Transformer

1 minute read

The term “transformer” doesn’t have a fully precise definition, but in general is used to refer to any neural sequence-to-sequence model where the only interaction between positions is through a sequence of multi-head attention layers that iteratively update a central embedding called a residual stream by addition.

Each attention head operates on a lower-dimensional linear projection of the residual stream embedding. The sum of the outputs of all heads in an attention layer are embedded (via another linear map) back into the residual stream.

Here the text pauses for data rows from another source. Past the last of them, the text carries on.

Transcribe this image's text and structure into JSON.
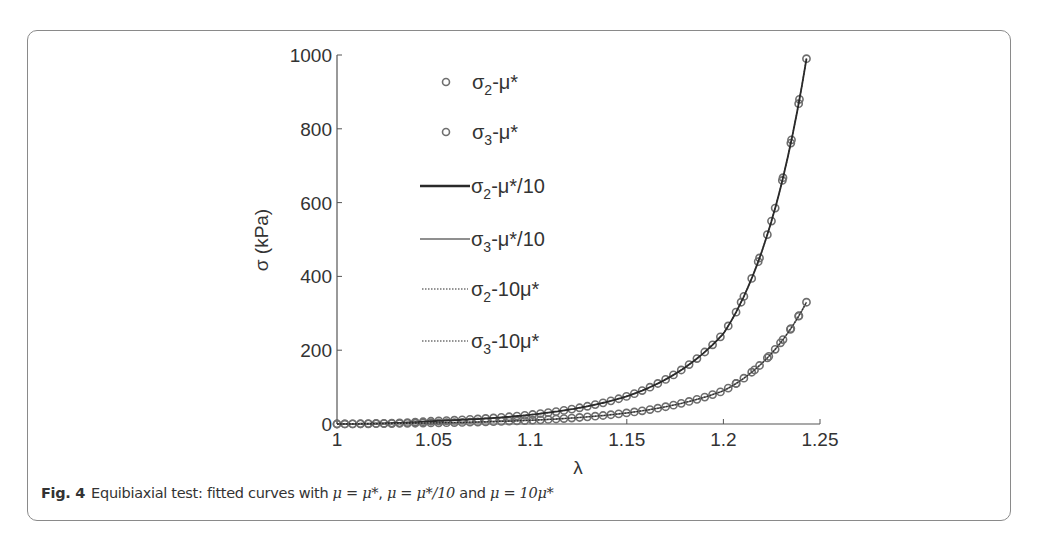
{
  "figure": {
    "label": "Fig. 4",
    "caption_text": "Equibiaxial test: fitted curves with ",
    "caption_math_1": "μ = μ*",
    "caption_sep_1": ", ",
    "caption_math_2": "μ = μ*/10",
    "caption_sep_2": " and ",
    "caption_math_3": "μ = 10μ*"
  },
  "chart_data": {
    "type": "line",
    "title": "",
    "xlabel": "λ",
    "ylabel": "σ (kPa)",
    "xlim": [
      1,
      1.25
    ],
    "ylim": [
      0,
      1000
    ],
    "xticks": [
      "1",
      "1.05",
      "1.1",
      "1.15",
      "1.2",
      "1.25"
    ],
    "yticks": [
      "0",
      "200",
      "400",
      "600",
      "800",
      "1000"
    ],
    "grid": false,
    "legend_position": "upper-left-inside",
    "legend": [
      {
        "main": "σ",
        "sub": "2",
        "rest": "-μ*",
        "style": "marker-circle"
      },
      {
        "main": "σ",
        "sub": "3",
        "rest": "-μ*",
        "style": "marker-circle"
      },
      {
        "main": "σ",
        "sub": "2",
        "rest": "-μ*/10",
        "style": "solid-dark"
      },
      {
        "main": "σ",
        "sub": "3",
        "rest": "-μ*/10",
        "style": "solid-gray"
      },
      {
        "main": "σ",
        "sub": "2",
        "rest": "-10μ*",
        "style": "dotted"
      },
      {
        "main": "σ",
        "sub": "3",
        "rest": "-10μ*",
        "style": "dotted"
      }
    ],
    "x": [
      1.0,
      1.05,
      1.1,
      1.15,
      1.2,
      1.243
    ],
    "series": [
      {
        "name": "σ2-μ*",
        "values": [
          0,
          8,
          25,
          75,
          245,
          990
        ]
      },
      {
        "name": "σ3-μ*",
        "values": [
          0,
          3,
          10,
          30,
          90,
          330
        ]
      },
      {
        "name": "σ2-μ*/10",
        "values": [
          0,
          8,
          25,
          75,
          245,
          990
        ]
      },
      {
        "name": "σ3-μ*/10",
        "values": [
          0,
          3,
          10,
          30,
          90,
          330
        ]
      },
      {
        "name": "σ2-10μ*",
        "values": [
          0,
          8,
          25,
          75,
          245,
          990
        ]
      },
      {
        "name": "σ3-10μ*",
        "values": [
          0,
          3,
          10,
          30,
          90,
          330
        ]
      }
    ],
    "colors": {
      "marker": "#6e6e6e",
      "line_dark": "#2a2a2a",
      "line_gray": "#6a6a6a",
      "axis": "#555555"
    }
  }
}
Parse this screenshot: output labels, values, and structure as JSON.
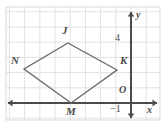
{
  "figure": {
    "kind": "coordinate-plane-geometry-figure",
    "frame": {
      "x": 6,
      "y": 7,
      "width": 154,
      "height": 113,
      "stroke": "#d9d9d9"
    },
    "grid": {
      "visible": true,
      "spacing": 15.2,
      "color": "#e2e2e2",
      "origin_px": {
        "x": 131,
        "y": 103
      }
    },
    "axes": {
      "color": "#4c4c4c",
      "x_axis": {
        "label": "x",
        "label_px": {
          "x": 147,
          "y": 105
        },
        "y_px": 103,
        "from_px": 8,
        "to_px": 157,
        "arrows": "both"
      },
      "y_axis": {
        "label": "y",
        "label_px": {
          "x": 136,
          "y": 10
        },
        "x_px": 131,
        "from_px": 12,
        "to_px": 118,
        "arrows": "both"
      },
      "origin_label": "O",
      "origin_label_px": {
        "x": 119,
        "y": 85
      }
    },
    "ticks": [
      {
        "label": "4",
        "axis": "y",
        "px": {
          "x": 115,
          "y": 33
        }
      },
      {
        "label": "−1",
        "axis": "x",
        "px": {
          "x": 110,
          "y": 104
        }
      }
    ],
    "shape": {
      "name": "rhombus JKMN",
      "stroke": "#6b6b6b",
      "stroke_width": 1.4,
      "fill": "none",
      "vertices": [
        {
          "label": "J",
          "px": {
            "x": 68,
            "y": 43
          },
          "label_px": {
            "x": 62,
            "y": 25
          }
        },
        {
          "label": "K",
          "px": {
            "x": 117,
            "y": 70
          },
          "label_px": {
            "x": 120,
            "y": 55
          }
        },
        {
          "label": "M",
          "px": {
            "x": 71,
            "y": 103
          },
          "label_px": {
            "x": 66,
            "y": 106
          }
        },
        {
          "label": "N",
          "px": {
            "x": 24,
            "y": 69
          },
          "label_px": {
            "x": 11,
            "y": 55
          }
        }
      ]
    }
  }
}
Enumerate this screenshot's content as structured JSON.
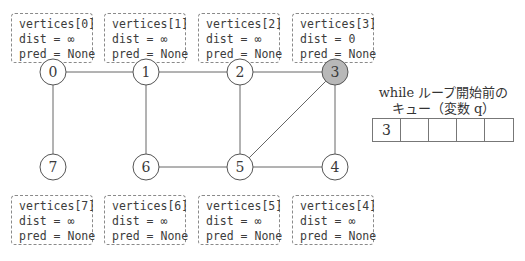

Transformers also include:

  • (In decoder-only models, which are now dominant) causal masking in the attention heads to prevent earlier positions in the sequence attending to later ones.
  • (For domains involving tokenisation, e.g. language), embedding/un-embedding layers at the start/end to map between the token space and the residual stream.
  • A positional encoding/embedding matrix, which is added to the residual stream immediately after the embedding layer.
  • Fully-connected MLP layers that process each position in the sequence separately and again write their outputs to the residual stream by addition. This is where a lot of the representational heavy lifting happens.
    • MLP layers are typically alternated with the attention layers, with one such pair known as a residual block.
  • Layer normalisation, which (much to the despair of interpretability researchers) screws with the nice almost-linearity of the whole network.